- Joined
- Feb 20, 2021
This reminds me of something interesting. There's a family of chemotherapy drugs called multitargeted receptor tyrosine kinase inhibitors, which are designed to target specific genes expressed by some cancer cells. This class of medications is known for occasionally causing distinctive loss of pigmentation of the hair. Contrary to what people are taught in junior high biology class, hair color is really complicated. It's regulated by the complex interplay of the proteins encoded by multiple genes. One of these is c-KIT, which encodes a receptor tyrosine kinase protein called tyrosine-protein kinase KIT, or CD 117. This protein binds to another (called its ligand) called the stem cell factor, which is a cytokine that regulates cell growth. This is what makes c-KIT so attractive as a chemotherapy drug target. KIT is expressed in multiple cell types, including bone marrow progenitor cells, germ cells (the cells that become sperm or eggs), mast cells (a type of white blood cell), and melanoblasts (immature skin pigment cells). Stem cell factor is expressed in areas where the KIT-expressing cells need to go - basically, SCF is like a waypoint that helps certain types of cell to get to where they need to be.Neither deep brain stimulation or electroshock therapy are felt, so the effect is on misfiring neurons.
As for shock collars... Long term they give them PTSD for obvious reasons. Short term... I mean Lovett, the founder of ABA, beat the kids, and hence he only got results because the kids were terrified of him. I believe he also encouraged parents to smack em. So in the short term it works till the PTSD kicks in.
And it won't work at all in the short term for catatonia unless you're shocking em so hard they seize... and then you're just giving em a heart attack (which, unfortunately, has happened at these places).
In gene therapy news... we can change your hair color!
Basically, patients with the disease have crystals build up in all tissues due to a lack of an enzyme, but we only know its main function is breaking down cysteine. Turns out it also is involved somehow in melanin production.
So they took out some blood stem cells, murdered what they left behind, and edited the stem cells to include the enzyme. They figured since the immune cells go everywhere in the body, they'll make the enzyme everywhere. This meant the 5 patients had less crystals in all the usual places.
The enzyme also got to their hair and turned it from blonde to dark brown. The scientists didnt expect this and now might use it to determine easily if the gene therapy took.
Also interests me because of the delivery method. A massive issue for gene therapy is getting it to the brain and, whilst the brain does have its own immune system, it still lets in immune cells from elsewhere. This method could mean we dont need to inject right into the skull! There'd be less total enzyme activity, but some disorders we need only get like 1% working to solve the problem.
And you remove the risk of off-targetting. By culturing the gene-edited cells, you can take a single one out of the population and see, hey did we edit the right spot?
So, you have a receptor tyrosine kinase protein that binds to another protein to make cells, including pigment cells, go to the right place. Remember how these drugs work? They inhibit receptor tyrosine kinases, preventing them from binding to their ligand. One result is that the pigmented cells never make it to the hair.
What's really neat is that there are reports of "periodic" hair depigmentation, which means that the hair shows a "striped" pattern of pigmentation loss which corresponds to the dosing schedule of the chemotherapy (usually 4 weeks on, 2 weeks off). Some papers describe the depigmentation as "greying", but having seen it in person, it is really distinctive and looks like complete color loss.
Here's a photo of the "periodic" pattern, taken from the NEJM paper linked previously. I personally think it looks bad ass:

Also interesting is that there are a handful of reports of people whose previously grey hair regains its pigmentation during treatment with one of these drugs.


*REQUIRED ACTION*. Across the lines of the records below, how many have the string "edge" in them? Answer with the number alone.

[[ TASK INPUTS, beginning ]]

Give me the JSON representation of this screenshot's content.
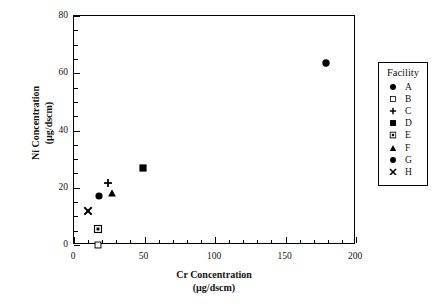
{
  "chart_data": {
    "type": "scatter",
    "title": "",
    "xlabel": "Cr  Concentration",
    "xlabel_units": "(µg/dscm)",
    "ylabel": "Ni  Concentration",
    "ylabel_units": "(µg/dscm)",
    "xlim": [
      0,
      200
    ],
    "ylim": [
      0,
      80
    ],
    "xticks": [
      0,
      50,
      100,
      150,
      200
    ],
    "xtick_labels": [
      "0",
      "50",
      "100",
      "150",
      "200"
    ],
    "x_minor_step": 10,
    "yticks": [
      0,
      20,
      40,
      60,
      80
    ],
    "ytick_labels": [
      "0",
      "20",
      "40",
      "60",
      "80"
    ],
    "y_minor_step": 5,
    "grid": false,
    "legend_position": "right-outside",
    "legend_title": "Facility",
    "series": [
      {
        "name": "A",
        "marker": "filled-diamond",
        "x": [
          179
        ],
        "y": [
          63.5
        ]
      },
      {
        "name": "B",
        "marker": "open-square",
        "x": [
          17
        ],
        "y": [
          0
        ]
      },
      {
        "name": "C",
        "marker": "plus",
        "x": [
          24
        ],
        "y": [
          21.5
        ]
      },
      {
        "name": "D",
        "marker": "filled-square",
        "x": [
          49
        ],
        "y": [
          27
        ]
      },
      {
        "name": "E",
        "marker": "square-dot",
        "x": [
          17
        ],
        "y": [
          5.5
        ]
      },
      {
        "name": "F",
        "marker": "filled-triangle",
        "x": [
          27
        ],
        "y": [
          18
        ]
      },
      {
        "name": "G",
        "marker": "filled-circle",
        "x": [
          18
        ],
        "y": [
          17
        ]
      },
      {
        "name": "H",
        "marker": "x-cross",
        "x": [
          10
        ],
        "y": [
          12
        ]
      }
    ]
  },
  "legend": {
    "title": "Facility",
    "items": [
      {
        "label": "A",
        "marker": "filled-diamond"
      },
      {
        "label": "B",
        "marker": "open-square"
      },
      {
        "label": "C",
        "marker": "plus"
      },
      {
        "label": "D",
        "marker": "filled-square"
      },
      {
        "label": "E",
        "marker": "square-dot"
      },
      {
        "label": "F",
        "marker": "filled-triangle"
      },
      {
        "label": "G",
        "marker": "filled-circle"
      },
      {
        "label": "H",
        "marker": "x-cross"
      }
    ]
  },
  "colors": {
    "marker": "#000000",
    "axis": "#000000",
    "background": "#ffffff"
  }
}
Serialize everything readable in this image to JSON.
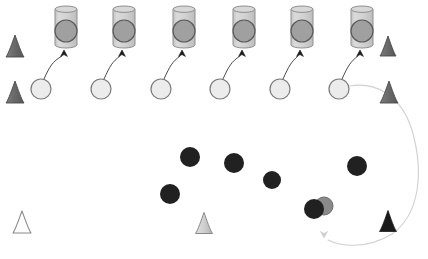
{
  "canvas": {
    "width": 428,
    "height": 259,
    "background": "#ffffff",
    "title": "Robot Swarm Simulation Scene"
  },
  "palette": {
    "cylinder_body": "#c9c9c9",
    "cylinder_body_light": "#dcdcdc",
    "cylinder_top": "#d7d7d7",
    "cylinder_outline": "#8f8f8f",
    "dark_circle_on_cylinder": "#a0a0a0",
    "dark_circle_on_cylinder_outline": "#5a5a5a",
    "light_circle_fill": "#ececec",
    "light_circle_outline": "#7a7a7a",
    "gray_triangle": "#6e6e6e",
    "gray_triangle_outline": "#4a4a4a",
    "light_gray_triangle": "#c8c8c8",
    "light_gray_triangle_outline": "#8a8a8a",
    "open_triangle_fill": "#ffffff",
    "open_triangle_outline": "#888888",
    "black_triangle": "#1a1a1a",
    "black_circle": "#212121",
    "gray_circle": "#8a8a8a",
    "gray_circle_outline": "#6b6b6b",
    "arrow_stroke": "#4a4a4a",
    "arrow_head": "#1a1a1a",
    "long_curve_stroke": "#d0d0d0",
    "long_curve_head": "#cfcfcf"
  },
  "cylinders": [
    {
      "id": "cylinder-1",
      "x": 55,
      "y": 6,
      "width": 22,
      "height": 42,
      "marker_cy": 25,
      "marker_r": 11
    },
    {
      "id": "cylinder-2",
      "x": 113,
      "y": 6,
      "width": 22,
      "height": 42,
      "marker_cy": 25,
      "marker_r": 11
    },
    {
      "id": "cylinder-3",
      "x": 173,
      "y": 6,
      "width": 22,
      "height": 42,
      "marker_cy": 25,
      "marker_r": 11
    },
    {
      "id": "cylinder-4",
      "x": 233,
      "y": 6,
      "width": 22,
      "height": 42,
      "marker_cy": 25,
      "marker_r": 11
    },
    {
      "id": "cylinder-5",
      "x": 291,
      "y": 6,
      "width": 22,
      "height": 42,
      "marker_cy": 25,
      "marker_r": 11
    },
    {
      "id": "cylinder-6",
      "x": 351,
      "y": 6,
      "width": 22,
      "height": 42,
      "marker_cy": 25,
      "marker_r": 11
    }
  ],
  "goal_arrowheads": [
    {
      "id": "goal-arrow-1",
      "x": 64,
      "y": 50
    },
    {
      "id": "goal-arrow-2",
      "x": 122,
      "y": 50
    },
    {
      "id": "goal-arrow-3",
      "x": 182,
      "y": 50
    },
    {
      "id": "goal-arrow-4",
      "x": 242,
      "y": 50
    },
    {
      "id": "goal-arrow-5",
      "x": 300,
      "y": 50
    },
    {
      "id": "goal-arrow-6",
      "x": 360,
      "y": 50
    }
  ],
  "light_circles": [
    {
      "id": "agent-1",
      "cx": 41,
      "cy": 89,
      "r": 10
    },
    {
      "id": "agent-2",
      "cx": 101,
      "cy": 89,
      "r": 10
    },
    {
      "id": "agent-3",
      "cx": 161,
      "cy": 89,
      "r": 10
    },
    {
      "id": "agent-4",
      "cx": 220,
      "cy": 89,
      "r": 10
    },
    {
      "id": "agent-5",
      "cx": 280,
      "cy": 89,
      "r": 10
    },
    {
      "id": "agent-6",
      "cx": 339,
      "cy": 89,
      "r": 10
    }
  ],
  "curved_arrows": [
    {
      "id": "path-1",
      "d": "M 44 79 C 50 66, 52 62, 62 56"
    },
    {
      "id": "path-2",
      "d": "M 104 79 C 110 66, 112 62, 120 56"
    },
    {
      "id": "path-3",
      "d": "M 164 79 C 170 66, 172 62, 180 56"
    },
    {
      "id": "path-4",
      "d": "M 223 79 C 229 66, 231 62, 240 56"
    },
    {
      "id": "path-5",
      "d": "M 283 79 C 289 66, 291 62, 298 56"
    },
    {
      "id": "path-6",
      "d": "M 342 79 C 348 66, 350 62, 358 56"
    }
  ],
  "long_curve": {
    "id": "return-path",
    "d": "M 350 86 C 372 82, 400 92, 412 130 C 424 172, 420 214, 392 234 C 366 250, 340 246, 328 240",
    "arrowhead_x": 324,
    "arrowhead_y": 238
  },
  "gray_triangles": [
    {
      "id": "gray-triangle-left-top",
      "cx": 15,
      "cy": 46,
      "w": 18,
      "h": 22
    },
    {
      "id": "gray-triangle-left-bottom",
      "cx": 15,
      "cy": 92,
      "w": 18,
      "h": 22
    },
    {
      "id": "gray-triangle-right-top",
      "cx": 388,
      "cy": 46,
      "w": 16,
      "h": 20
    },
    {
      "id": "gray-triangle-right-bottom",
      "cx": 389,
      "cy": 92,
      "w": 18,
      "h": 22
    }
  ],
  "black_circles": [
    {
      "id": "obstacle-1",
      "cx": 190,
      "cy": 157,
      "r": 10
    },
    {
      "id": "obstacle-2",
      "cx": 234,
      "cy": 163,
      "r": 10
    },
    {
      "id": "obstacle-3",
      "cx": 272,
      "cy": 180,
      "r": 9
    },
    {
      "id": "obstacle-4",
      "cx": 357,
      "cy": 166,
      "r": 10
    },
    {
      "id": "obstacle-5",
      "cx": 170,
      "cy": 194,
      "r": 10
    },
    {
      "id": "obstacle-6",
      "cx": 314,
      "cy": 209,
      "r": 10
    }
  ],
  "overlap_gray_circle": {
    "id": "occluded-marker",
    "cx": 324,
    "cy": 206,
    "r": 9
  },
  "bottom_triangles": [
    {
      "id": "open-triangle-bottom-left",
      "cx": 22,
      "cy": 222,
      "w": 18,
      "h": 22,
      "style": "open"
    },
    {
      "id": "light-triangle-bottom-mid",
      "cx": 204,
      "cy": 223,
      "w": 17,
      "h": 21,
      "style": "light"
    },
    {
      "id": "black-triangle-bottom-right",
      "cx": 388,
      "cy": 221,
      "w": 17,
      "h": 21,
      "style": "black"
    }
  ]
}
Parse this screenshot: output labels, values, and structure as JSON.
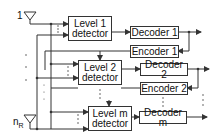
{
  "diagram": {
    "type": "block-diagram",
    "antennas": [
      {
        "label": "1"
      },
      {
        "label_main": "n",
        "label_sub": "R"
      }
    ],
    "detectors": [
      {
        "line1": "Level 1",
        "line2": "detector"
      },
      {
        "line1": "Level 2",
        "line2": "detector"
      },
      {
        "line1": "Level m",
        "line2": "detector"
      }
    ],
    "decoders": [
      {
        "label": "Decoder 1"
      },
      {
        "label": "Decoder 2"
      },
      {
        "label": "Decoder m"
      }
    ],
    "encoders": [
      {
        "label": "Encoder 1"
      },
      {
        "label": "Encoder 2"
      }
    ],
    "colors": {
      "line": "#333333",
      "dots": "#555555",
      "text": "#111111",
      "background": "#ffffff"
    }
  }
}
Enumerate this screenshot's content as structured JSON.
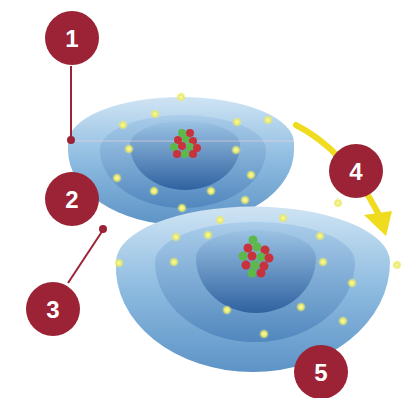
{
  "diagram": {
    "title": "",
    "colors": {
      "callout": "#9b2335",
      "shell_light": "#b9d8ee",
      "shell_mid": "#7fb0d8",
      "shell_dark": "#3a6fa8",
      "electron": "#f2f27a",
      "arrow": "#f0dc1e",
      "proton": "#c8323c",
      "neutron": "#5db84a"
    },
    "atoms": [
      {
        "name": "upper-atom",
        "shells": 3,
        "electrons_visible": 12
      },
      {
        "name": "lower-atom",
        "shells": 3,
        "electrons_visible": 16
      }
    ],
    "callouts": [
      {
        "label": "1",
        "target": "upper atom outer shell edge"
      },
      {
        "label": "2",
        "target": "upper atom shell"
      },
      {
        "label": "3",
        "target": "upper atom lower edge"
      },
      {
        "label": "4",
        "target": "transition arrow"
      },
      {
        "label": "5",
        "target": "lower atom outer shell"
      }
    ]
  }
}
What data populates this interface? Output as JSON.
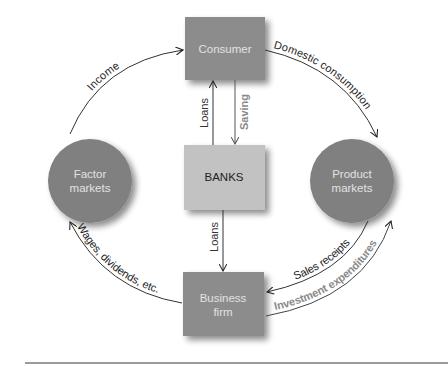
{
  "diagram": {
    "nodes": {
      "consumer": {
        "label": "Consumer",
        "shape": "box",
        "fill": "#8c8c8c",
        "text_color": "#e2e2e2"
      },
      "banks": {
        "label": "BANKS",
        "shape": "box",
        "fill": "#c2c2c2",
        "text_color": "#222222"
      },
      "business_line1": {
        "label": "Business",
        "shape": "box",
        "fill": "#8c8c8c",
        "text_color": "#e2e2e2"
      },
      "business_line2": {
        "label": "firm"
      },
      "factor_line1": {
        "label": "Factor",
        "shape": "circle",
        "fill": "#808080",
        "text_color": "#e2e2e2"
      },
      "factor_line2": {
        "label": "markets"
      },
      "product_line1": {
        "label": "Product",
        "shape": "circle",
        "fill": "#808080",
        "text_color": "#e2e2e2"
      },
      "product_line2": {
        "label": "markets"
      }
    },
    "flows": {
      "income": {
        "label": "Income",
        "from": "Factor markets",
        "to": "Consumer",
        "color": "#222222"
      },
      "domestic_consumption": {
        "label": "Domestic consumption",
        "from": "Consumer",
        "to": "Product markets",
        "color": "#222222"
      },
      "loans_to_consumer": {
        "label": "Loans",
        "from": "BANKS",
        "to": "Consumer",
        "color": "#333333"
      },
      "saving": {
        "label": "Saving",
        "from": "Consumer",
        "to": "BANKS",
        "color": "#8a8a8a"
      },
      "loans_to_business": {
        "label": "Loans",
        "from": "BANKS",
        "to": "Business firm",
        "color": "#333333"
      },
      "wages": {
        "label": "Wages, dividends, etc.",
        "from": "Business firm",
        "to": "Factor markets",
        "color": "#222222"
      },
      "sales_receipts": {
        "label": "Sales receipts",
        "from": "Product markets",
        "to": "Business firm",
        "color": "#222222"
      },
      "investment_expenditures": {
        "label": "Investment expenditures",
        "from": "Business firm",
        "to": "Product markets",
        "color": "#8a8a8a"
      }
    }
  }
}
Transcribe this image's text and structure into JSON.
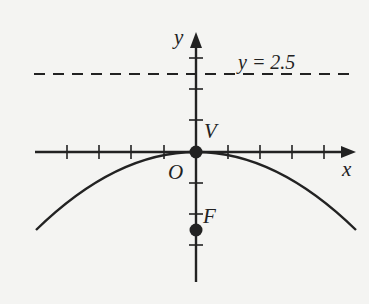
{
  "diagram": {
    "type": "parabola-graph",
    "equation_implied": "x^2 = -10y",
    "labels": {
      "x_axis": "x",
      "y_axis": "y",
      "origin": "O",
      "vertex": "V",
      "focus": "F",
      "directrix": "y = 2.5"
    },
    "points": {
      "vertex": {
        "x": 0,
        "y": 0
      },
      "focus": {
        "x": 0,
        "y": -2.5
      }
    },
    "directrix_y": 2.5,
    "x_ticks": [
      -4,
      -3,
      -2,
      -1,
      1,
      2,
      3,
      4
    ],
    "y_ticks": [
      -3,
      -2,
      -1,
      1,
      2,
      3
    ],
    "colors": {
      "ink": "#222222",
      "background": "#f4f4f2"
    }
  }
}
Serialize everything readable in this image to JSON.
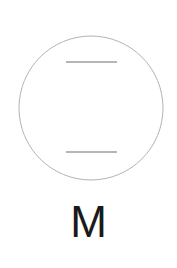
{
  "figure": {
    "kind": "symbol-diagram",
    "background_color": "#ffffff",
    "width": 177,
    "height": 268,
    "caption": "M",
    "caption_color": "#1a1a1a",
    "stroke_color": "#b4b4b4",
    "line_color": "#9e9e9e",
    "shapes": {
      "circle": {
        "name": "outer-circle",
        "center_x": 91,
        "center_y": 108,
        "radius": 72,
        "stroke_width": 1
      },
      "upper_line": {
        "name": "upper-bar",
        "x1": 66,
        "x2": 117,
        "y": 62,
        "stroke_width": 1.4
      },
      "lower_line": {
        "name": "lower-bar",
        "x1": 66,
        "x2": 117,
        "y": 152,
        "stroke_width": 1.4
      }
    }
  },
  "chart_data": {
    "type": "diagram",
    "title": "M",
    "elements": [
      {
        "shape": "circle",
        "cx": 91,
        "cy": 108,
        "r": 72,
        "stroke": "#b4b4b4"
      },
      {
        "shape": "line",
        "x1": 66,
        "y1": 62,
        "x2": 117,
        "y2": 62,
        "stroke": "#9e9e9e"
      },
      {
        "shape": "line",
        "x1": 66,
        "y1": 152,
        "x2": 117,
        "y2": 152,
        "stroke": "#9e9e9e"
      },
      {
        "shape": "text",
        "value": "M",
        "x": 91,
        "y": 232,
        "fill": "#1a1a1a"
      }
    ]
  }
}
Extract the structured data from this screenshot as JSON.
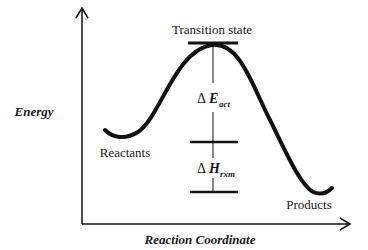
{
  "diagram": {
    "type": "reaction-energy-profile",
    "colors": {
      "line": "#111111",
      "background": "#ffffff"
    },
    "axes": {
      "y_label": "Energy",
      "x_label": "Reaction Coordinate"
    },
    "labels": {
      "transition_state": "Transition state",
      "reactants": "Reactants",
      "products": "Products",
      "delta_e_symbol": "Δ",
      "delta_e_main": "E",
      "delta_e_sub": "act",
      "delta_h_symbol": "Δ",
      "delta_h_main": "H",
      "delta_h_sub": "rxm"
    }
  }
}
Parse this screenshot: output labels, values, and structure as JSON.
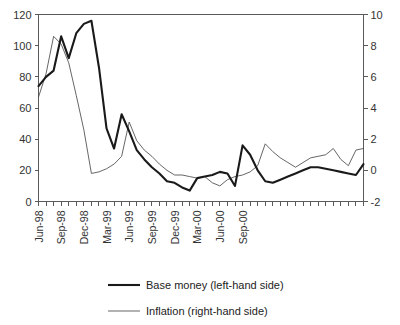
{
  "chart_data": {
    "type": "line",
    "title": "",
    "xlabel": "",
    "ylabel": "",
    "grid": false,
    "legend_position": "bottom",
    "x_tick_labels": [
      "Jun-98",
      "Sep-98",
      "Dec-98",
      "Mar-99",
      "Jun-99",
      "Sep-99",
      "Dec-99",
      "Mar-00",
      "Jun-00",
      "Sep-00"
    ],
    "x_tick_label_indices": [
      0,
      3,
      6,
      9,
      12,
      15,
      18,
      21,
      24,
      27
    ],
    "x_months": [
      "Jun-98",
      "Jul-98",
      "Aug-98",
      "Sep-98",
      "Oct-98",
      "Nov-98",
      "Dec-98",
      "Jan-99",
      "Feb-99",
      "Mar-99",
      "Apr-99",
      "May-99",
      "Jun-99",
      "Jul-99",
      "Aug-99",
      "Sep-99",
      "Oct-99",
      "Nov-99",
      "Dec-99",
      "Jan-00",
      "Feb-00",
      "Mar-00",
      "Apr-00",
      "May-00",
      "Jun-00",
      "Jul-00",
      "Aug-00",
      "Sep-00",
      "Oct-00",
      "Nov-00"
    ],
    "axes": {
      "left": {
        "label": "Base money (left-hand side)",
        "ticks": [
          0,
          20,
          40,
          60,
          80,
          100,
          120
        ],
        "ylim": [
          0,
          120
        ]
      },
      "right": {
        "label": "Inflation (right-hand side)",
        "ticks": [
          -2,
          0,
          2,
          4,
          6,
          8,
          10
        ],
        "ylim": [
          -2,
          10
        ]
      }
    },
    "series": [
      {
        "name": "Base money (left-hand side)",
        "axis": "left",
        "style": "thick",
        "color": "#1a1a1a",
        "values": [
          74,
          80,
          84,
          106,
          92,
          108,
          114,
          116,
          86,
          47,
          34,
          56,
          45,
          33,
          27,
          22,
          18,
          13,
          12,
          9,
          7,
          15,
          16,
          17,
          19,
          18,
          10,
          36,
          30,
          20,
          13,
          12,
          14,
          16,
          18,
          20,
          22,
          22,
          21,
          20,
          19,
          18,
          17,
          24
        ]
      },
      {
        "name": "Inflation (right-hand side)",
        "axis": "right",
        "style": "thin",
        "color": "#4a4a4a",
        "values": [
          4.7,
          6.2,
          8.6,
          8.1,
          6.9,
          4.8,
          2.6,
          -0.2,
          -0.1,
          0.1,
          0.4,
          0.9,
          3.1,
          1.9,
          1.3,
          0.9,
          0.4,
          0.0,
          -0.3,
          -0.3,
          -0.4,
          -0.5,
          -0.4,
          -0.8,
          -1.0,
          -0.6,
          -0.4,
          -0.3,
          -0.1,
          0.3,
          1.7,
          1.2,
          0.8,
          0.5,
          0.2,
          0.5,
          0.8,
          0.9,
          1.0,
          1.4,
          0.7,
          0.3,
          1.3,
          1.4
        ]
      }
    ]
  },
  "legend": {
    "items": [
      {
        "label": "Base money (left-hand side)",
        "style": "thick"
      },
      {
        "label": "Inflation  (right-hand side)",
        "style": "thin"
      }
    ]
  }
}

[[ TASK INPUTS, end ]]

*RESULT*. 2